Here, communicability transcends specific content and appeals to a shared recognition of each other’s subjectivity. Similarly, we must understand the Korean disability-rights activists’ protests not merely as expressions of their explicit demands but as an assertion of a “pure intention to signify.” They are essentially saying, “We communicate that we communicate,” addressing their fellow citizens with a fundamental message: “You are subjects, and so are we.” Or, to borrow Joan Copjec’s expression, they urge both the Korean public and its technocratic regime: “Read our desire literally.”
AUTHOR
Daae Jung is a lecturer in Film and Television Studies at the University of Vermont, USA. She has written on authors including Slavoj Žižek, Joan Didion, Clarice Lispector, and Sun Yung Shin. She is currently working on a book manuscript on the American television series Better Call Saul, tentatively titled Better Call Saul: Democracy and Seriality in Contemporary Television.
NOTES
[1] See Pietro Bianchi’s Jacques Lacan and CinemaImaginary, Gaze, Formalisation,pp. 39-40.
[2] My analogy of reflux here draws inspiration from Paul Eisenstein’s recent talk, “Thinking Time: On Walter Benjamin,” delivered at the University of Vermont.
REFERENCES
Ahn, Seon-hee. “Korean Meritocracy Examines Why S. Koreans Tolerate Inequality, but Not Unfairness.” The Hankyoreh, 10 Oct. 2021, https://english.hani.co.kr/arti/english_edition/e_entertainment/1014540.html.
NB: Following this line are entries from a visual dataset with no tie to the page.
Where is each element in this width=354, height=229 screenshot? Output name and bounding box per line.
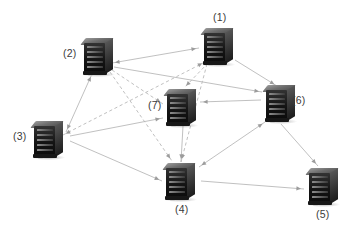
network-diagram: (1)(2)(3)(4)(5)(6)(7) xyxy=(0,0,354,229)
edge-arrowhead xyxy=(258,124,263,128)
edge-arrowhead xyxy=(166,154,170,159)
edge-arrowhead xyxy=(269,80,274,84)
edge-arrowhead xyxy=(296,186,301,190)
edge-arrowhead xyxy=(191,47,196,51)
edge-line xyxy=(112,48,199,63)
edge-line xyxy=(70,141,162,181)
edge-line xyxy=(66,74,92,132)
edge-line xyxy=(110,72,172,161)
edge-arrowhead xyxy=(254,89,259,93)
node-label-2: (2) xyxy=(63,48,76,59)
node-label-6: (6) xyxy=(292,95,305,106)
node-server-1[interactable] xyxy=(201,28,239,68)
server-rack-icon xyxy=(306,168,344,208)
edge-3-7 xyxy=(70,117,163,136)
edge-2-1 xyxy=(112,47,199,64)
edge-1-6 xyxy=(235,60,277,86)
node-server-7[interactable] xyxy=(164,89,202,129)
node-label-5: (5) xyxy=(316,209,329,220)
node-server-3[interactable] xyxy=(31,121,69,161)
edge-2-3 xyxy=(66,74,92,132)
server-rack-icon xyxy=(164,89,202,129)
node-server-2[interactable] xyxy=(81,38,119,78)
node-label-3: (3) xyxy=(13,131,26,142)
edge-arrowhead xyxy=(203,100,208,104)
server-rack-icon xyxy=(163,163,201,203)
edge-2-4 xyxy=(110,72,172,161)
edge-line xyxy=(70,118,163,136)
edge-3-4 xyxy=(70,141,162,181)
node-label-4: (4) xyxy=(175,204,188,215)
node-server-5[interactable] xyxy=(306,168,344,208)
edge-6-5 xyxy=(281,124,318,166)
edge-arrowhead xyxy=(155,117,160,121)
node-label-1: (1) xyxy=(213,12,226,23)
edge-4-5 xyxy=(201,181,304,191)
server-rack-icon xyxy=(201,28,239,68)
edge-arrowhead xyxy=(201,161,206,165)
edge-line xyxy=(201,181,304,189)
edge-6-7 xyxy=(200,100,261,104)
edge-6-4 xyxy=(199,122,265,167)
server-rack-icon xyxy=(81,38,119,78)
edge-line xyxy=(200,100,261,102)
edge-line xyxy=(281,124,318,166)
node-label-7: (7) xyxy=(148,100,161,111)
server-rack-icon xyxy=(31,121,69,161)
node-server-4[interactable] xyxy=(163,163,201,203)
edge-line xyxy=(199,122,265,167)
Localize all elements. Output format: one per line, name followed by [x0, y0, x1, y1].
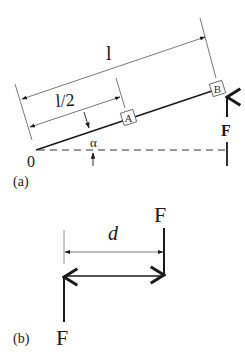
angle-arrow-top: [84, 112, 89, 128]
force-top-label: F: [154, 202, 166, 227]
point-a-label: A: [125, 112, 133, 124]
figure-a: A B l l/2 0 α F (a): [13, 18, 231, 190]
figure-a-label: (a): [13, 174, 29, 190]
extension-line-a: [116, 78, 125, 108]
angle-label: α: [90, 135, 97, 150]
half-length-label: l/2: [55, 90, 75, 111]
distance-label: d: [108, 222, 119, 244]
origin-label: 0: [27, 153, 35, 170]
figure-b-label: (b): [13, 331, 30, 347]
dimension-line-half-l: [30, 97, 120, 127]
dimension-line-l: [22, 37, 205, 99]
extension-line-b: [200, 18, 216, 78]
force-bottom-label: F: [56, 325, 68, 350]
length-label: l: [106, 42, 112, 64]
figure-b: d F F (b): [13, 202, 166, 350]
diagram-canvas: A B l l/2 0 α F (a) d F F (b): [0, 0, 245, 361]
extension-line-origin: [15, 84, 32, 140]
point-b-label: B: [214, 83, 221, 95]
force-label-a: F: [221, 122, 231, 139]
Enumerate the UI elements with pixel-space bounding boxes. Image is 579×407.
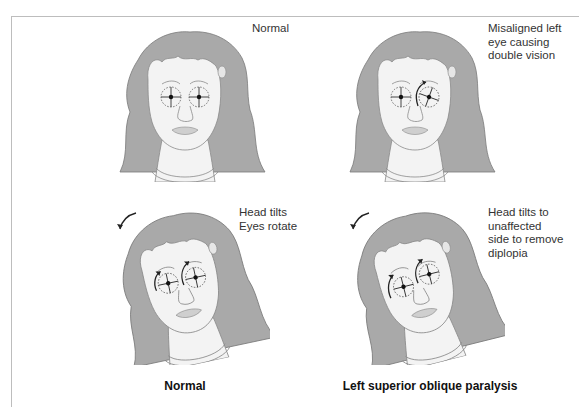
note-palsy-tilted: Head tilts to unaffected side to remove … bbox=[488, 206, 563, 260]
panel-palsy-tilted bbox=[335, 205, 505, 365]
note-normal-upright: Normal bbox=[252, 22, 289, 36]
face-illustration bbox=[330, 22, 500, 182]
caption-left-superior-oblique-paralysis: Left superior oblique paralysis bbox=[330, 379, 530, 393]
face-illustration bbox=[335, 205, 505, 365]
note-normal-tilted: Head tilts Eyes rotate bbox=[239, 206, 297, 233]
frame-left-border bbox=[11, 16, 12, 407]
note-palsy-upright: Misaligned left eye causing double visio… bbox=[488, 22, 562, 63]
panel-palsy-upright bbox=[330, 22, 500, 182]
head-tilt-arrow-icon bbox=[353, 213, 369, 229]
frame-top-border bbox=[11, 16, 579, 17]
head-tilt-arrow-icon bbox=[120, 213, 136, 229]
face-illustration bbox=[100, 22, 270, 182]
panel-normal-upright bbox=[100, 22, 270, 182]
caption-normal: Normal bbox=[135, 379, 235, 393]
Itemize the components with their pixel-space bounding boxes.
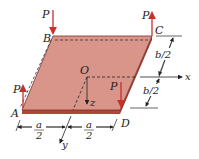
label-corner-A: A	[10, 107, 19, 120]
label-corner-D: D	[120, 117, 130, 130]
label-a-left-num: a	[36, 119, 42, 130]
label-origin-O: O	[80, 64, 89, 77]
label-a-left-den: 2	[35, 130, 42, 141]
label-b-top: b/2	[155, 49, 171, 60]
plate-front-edge	[22, 110, 120, 114]
label-P-B: P	[41, 8, 50, 21]
label-z-axis: z	[89, 97, 96, 108]
label-corner-B: B	[42, 32, 51, 45]
label-a-right-den: 2	[85, 130, 92, 141]
label-x-axis: x	[185, 71, 191, 82]
label-P-A: P	[12, 83, 21, 96]
label-a-right-num: a	[86, 119, 92, 130]
label-P-C: P	[141, 9, 150, 22]
label-y-axis: y	[61, 139, 68, 150]
plate-diagram: P P P P B C A D O x z y a 2 a 2 b/2 b/2	[0, 0, 199, 159]
label-P-D: P	[109, 80, 118, 93]
label-b-bottom: b/2	[143, 85, 159, 96]
label-corner-C: C	[155, 24, 164, 37]
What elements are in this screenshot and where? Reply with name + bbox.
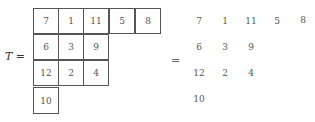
tableau-cell: 3 <box>58 34 84 60</box>
tableau-cell: 9 <box>83 34 109 60</box>
matrix-entry: 11 <box>238 8 264 34</box>
tableau-cell: 7 <box>33 8 59 34</box>
tableau-cell: 2 <box>58 60 84 86</box>
tableau-cell: 5 <box>109 8 135 34</box>
matrix-entry: 12 <box>186 60 212 86</box>
matrix-entry: 1 <box>212 8 238 34</box>
matrix-entry: 7 <box>186 8 212 34</box>
matrix-entry: 2 <box>212 60 238 86</box>
equals-sign: = <box>16 50 25 63</box>
tableau-cell: 10 <box>33 87 59 114</box>
tableau-cell: 1 <box>58 8 84 34</box>
tableau-cell: 6 <box>33 34 59 60</box>
matrix-entry: 6 <box>186 34 212 60</box>
tableau-cell: 8 <box>135 8 161 34</box>
equals-sign: = <box>171 54 180 67</box>
matrix-entry: 3 <box>212 34 238 60</box>
matrix-entry: 4 <box>238 60 264 86</box>
matrix-entry: 10 <box>186 86 212 112</box>
matrix-entry: 8 <box>290 7 315 33</box>
tableau-cell: 4 <box>83 60 109 86</box>
tableau-symbol: T <box>5 50 12 63</box>
tableau-cell: 11 <box>83 8 109 34</box>
matrix-entry: 9 <box>238 34 264 60</box>
tableau-label: T = <box>5 50 25 63</box>
tableau-cell: 12 <box>33 60 59 86</box>
matrix-entry: 5 <box>264 8 290 34</box>
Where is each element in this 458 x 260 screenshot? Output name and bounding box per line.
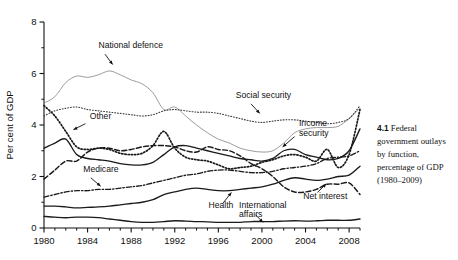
series-annotation-medicare: Medicare	[83, 164, 119, 174]
y-tick-label: 2	[31, 171, 36, 182]
y-tick-label: 0	[31, 222, 36, 233]
series-annotation-international-affairs: Internationalaffairs	[239, 200, 286, 219]
x-tick-label: 1992	[164, 235, 185, 246]
series-line-international-affairs	[44, 216, 360, 222]
series-annotation-national-defence: National defence	[98, 40, 163, 50]
chart-plot-area: 0246819801984198819921996200020042008Per…	[0, 0, 372, 260]
x-tick-label: 2004	[295, 235, 316, 246]
figure-container: 0246819801984198819921996200020042008Per…	[0, 0, 458, 260]
series-annotation-net-interest: Net interest	[303, 191, 348, 201]
x-tick-label: 1996	[208, 235, 229, 246]
series-label: Medicare	[83, 164, 119, 174]
series-annotation-other: Other	[90, 111, 112, 121]
series-label: National defence	[98, 40, 163, 50]
x-tick-label: 1980	[33, 235, 54, 246]
y-axis-title: Per cent of GDP	[4, 90, 15, 159]
series-annotation-health: Health	[209, 200, 234, 210]
y-tick-label: 8	[31, 16, 36, 27]
x-tick-label: 1988	[121, 235, 142, 246]
x-tick-label: 2008	[339, 235, 360, 246]
caption-number: 4.1	[377, 123, 389, 133]
series-label: Net interest	[303, 191, 348, 201]
x-tick-label: 2000	[251, 235, 272, 246]
x-tick-label: 1984	[77, 235, 98, 246]
series-label: security	[299, 128, 329, 138]
series-label: Health	[209, 200, 234, 210]
y-tick-label: 4	[31, 119, 36, 130]
series-annotation-income-security: Incomesecurity	[299, 118, 329, 137]
series-label: Social security	[236, 90, 292, 100]
series-label: Other	[90, 111, 112, 121]
line-chart: 0246819801984198819921996200020042008Per…	[0, 0, 372, 260]
figure-caption: 4.1 Federal government outlays by functi…	[377, 122, 455, 187]
y-tick-label: 6	[31, 68, 36, 79]
series-annotation-social-security: Social security	[236, 90, 292, 100]
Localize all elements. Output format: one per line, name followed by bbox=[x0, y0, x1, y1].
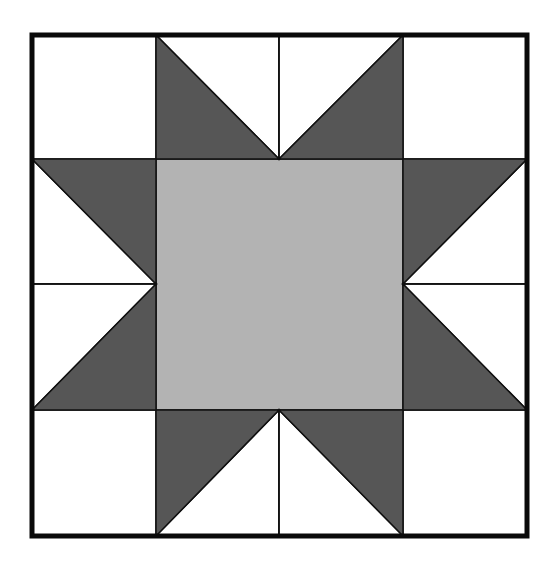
center-square bbox=[156, 159, 403, 410]
quilt-block-diagram bbox=[0, 0, 551, 576]
corner-square bbox=[403, 410, 527, 536]
corner-square bbox=[32, 35, 156, 159]
corner-square bbox=[403, 35, 527, 159]
corner-square bbox=[32, 410, 156, 536]
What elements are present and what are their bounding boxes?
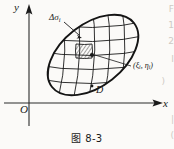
origin-label: O: [20, 104, 28, 115]
hatched-subregion: [76, 44, 93, 59]
figure-8-3: y x O Δσi (ξi, ηi) D 图 8-3 F 1 2 I ) | (: [0, 0, 174, 149]
axis-label-x: x: [163, 98, 168, 109]
point-label-close: ): [150, 61, 153, 70]
side-bleed-2: 2: [168, 36, 174, 46]
side-bleed-0: F: [169, 4, 174, 14]
sample-point-dot: [90, 53, 94, 57]
figure-drawing: [0, 0, 174, 149]
side-bleed-1: 1: [168, 20, 174, 30]
side-bleed-3: I: [171, 54, 174, 64]
region-label-d: D: [96, 85, 103, 95]
subregion-label: Δσi: [49, 13, 61, 23]
side-bleed-6: |: [171, 114, 174, 124]
point-leader-line: [95, 55, 131, 66]
side-bleed-4: ): [161, 76, 165, 86]
boundary-dot: [91, 85, 94, 88]
point-label-mid: , η: [141, 61, 149, 70]
subregion-label-subscript: i: [59, 16, 61, 23]
subregion-label-main: Δσ: [49, 12, 59, 22]
axis-label-y: y: [14, 2, 19, 13]
figure-caption: 图 8-3: [0, 130, 174, 145]
side-bleed-7: (: [170, 130, 174, 140]
sample-point-label: (ξi, ηi): [133, 62, 153, 71]
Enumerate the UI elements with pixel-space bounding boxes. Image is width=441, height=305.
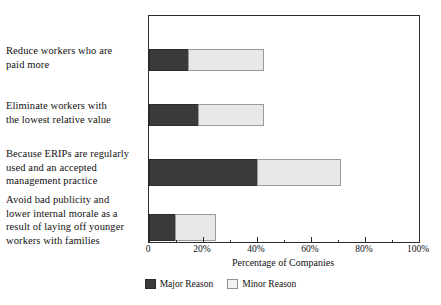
x-tick-major — [311, 237, 312, 243]
category-label-1-line-1: the lowest relative value — [6, 113, 146, 127]
bar-segment-minor — [188, 49, 264, 71]
x-tick-label: 80% — [355, 244, 372, 254]
category-label-0-line-0: Reduce workers who are — [6, 44, 146, 58]
x-tick-major — [419, 237, 420, 243]
bar-segment-major — [149, 214, 175, 241]
category-label-2: Because ERIPs are regularly used and an … — [6, 147, 146, 188]
bar-segment-minor — [198, 104, 264, 126]
chart-legend: Major Reason Minor Reason — [0, 279, 441, 289]
legend-label-major: Major Reason — [160, 279, 214, 289]
x-tick-minor — [176, 240, 177, 243]
category-label-3-line-2: result of laying off younger — [6, 220, 146, 234]
x-tick-label: 20% — [193, 244, 210, 254]
bar-segment-major — [149, 159, 257, 186]
legend-item-major: Major Reason — [145, 279, 214, 289]
x-tick-label: 40% — [247, 244, 264, 254]
bar-row — [149, 49, 264, 71]
category-label-1-line-0: Eliminate workers with — [6, 99, 146, 113]
legend-item-minor: Minor Reason — [227, 279, 296, 289]
plot-area — [148, 15, 420, 243]
category-label-3: Avoid bad publicity and lower internal m… — [6, 193, 146, 247]
x-tick-major — [365, 237, 366, 243]
bar-row — [149, 104, 264, 126]
legend-swatch-minor-icon — [227, 279, 238, 289]
legend-swatch-major-icon — [145, 279, 156, 289]
category-label-2-line-0: Because ERIPs are regularly — [6, 147, 146, 161]
category-label-0-line-1: paid more — [6, 58, 146, 72]
x-tick-minor — [338, 240, 339, 243]
x-tick-major — [149, 237, 150, 243]
x-tick-label: 0 — [146, 244, 151, 254]
x-tick-major — [203, 237, 204, 243]
bar-segment-major — [149, 49, 188, 71]
category-label-2-line-1: used and an accepted — [6, 161, 146, 175]
x-tick-minor — [230, 240, 231, 243]
stacked-bar-chart: Reduce workers who are paid more Elimina… — [0, 0, 441, 305]
bar-segment-major — [149, 104, 198, 126]
category-label-3-line-0: Avoid bad publicity and — [6, 193, 146, 207]
category-label-3-line-3: workers with families — [6, 234, 146, 248]
x-axis-title: Percentage of Companies — [148, 257, 418, 268]
category-label-0: Reduce workers who are paid more — [6, 44, 146, 71]
x-tick-minor — [392, 240, 393, 243]
category-label-3-line-1: lower internal morale as a — [6, 207, 146, 221]
bar-row — [149, 159, 341, 186]
category-label-2-line-2: management practice — [6, 174, 146, 188]
x-tick-label: 60% — [301, 244, 318, 254]
bar-segment-minor — [257, 159, 341, 186]
x-tick-major — [257, 237, 258, 243]
bar-segment-minor — [175, 214, 217, 241]
x-tick-label: 100% — [407, 244, 429, 254]
category-label-1: Eliminate workers with the lowest relati… — [6, 99, 146, 126]
bar-row — [149, 214, 216, 241]
x-tick-minor — [284, 240, 285, 243]
legend-label-minor: Minor Reason — [242, 279, 296, 289]
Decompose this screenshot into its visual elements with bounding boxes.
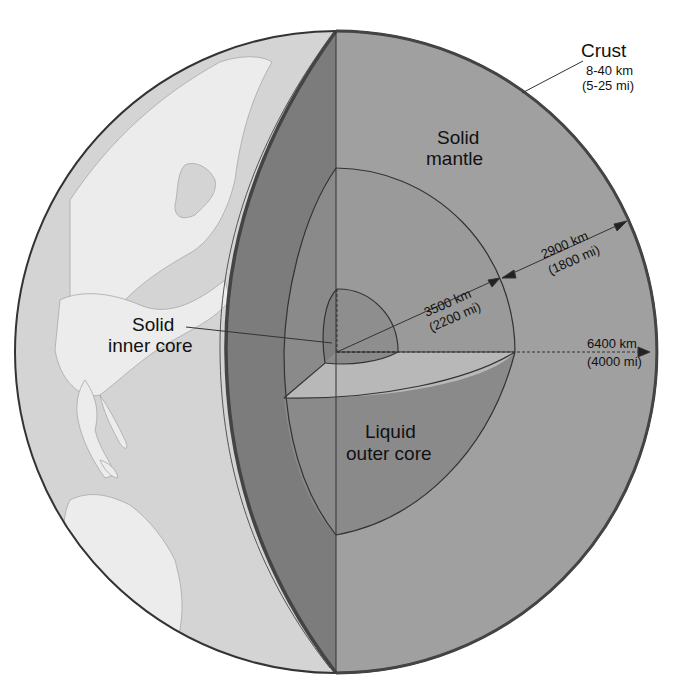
earth-radius-mi: (4000 mi) [587, 355, 642, 369]
earth-interior-diagram: Crust 8-40 km (5-25 mi) Solid mantle Sol… [0, 0, 673, 687]
crust-thickness-km: 8-40 km [586, 64, 633, 78]
outer-core-label-line1: Liquid [365, 422, 416, 443]
crust-thickness-mi: (5-25 mi) [582, 79, 634, 93]
mantle-label-line1: Solid [437, 128, 479, 149]
inner-core-label-line2: inner core [108, 336, 193, 357]
earth-cutaway-graphic [0, 0, 673, 687]
mantle-label-line2: mantle [426, 149, 483, 170]
inner-core-label-line1: Solid [132, 315, 174, 336]
crust-title: Crust [581, 41, 626, 62]
outer-core-label-line2: outer core [346, 444, 432, 465]
earth-radius-km: 6400 km [587, 337, 637, 351]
Bianchi, Pietro. Jacques Lacan and Cinema: Imaginary, Gaze, Formalisation. Routledge, 2017.
Chiesa, Lorenzo. Subjectivity and Otherness: A Philosophical Reading of Lacan. MIT Press, 2007.
Choi, Lee Hyun. “Wheelchair Users Block the Seoul Subway as the Right Takes Power.” The Nation, 20 Apr. 2022, https://www.thenation.com/article/world/korea-disability-protest/.
Copjec, Joan. Read My Desire: Lacan Against the Historicists. Verso, 2015.
Eisenstein, Paul. “Thinking Time: On Walter Benjamin.” Lecture, University of Vermont, 29 Oct. 2024.
Shin, Kyung-Ah. “남성의 정체성 위기와 여성학 교육의 필요성.” Korean Women’s Development Institute, 18 Apr. 2019.
Watkin, William. Agamben and Indifference: A Critical Overview. Rowman & Littlefield Publishers, 2013.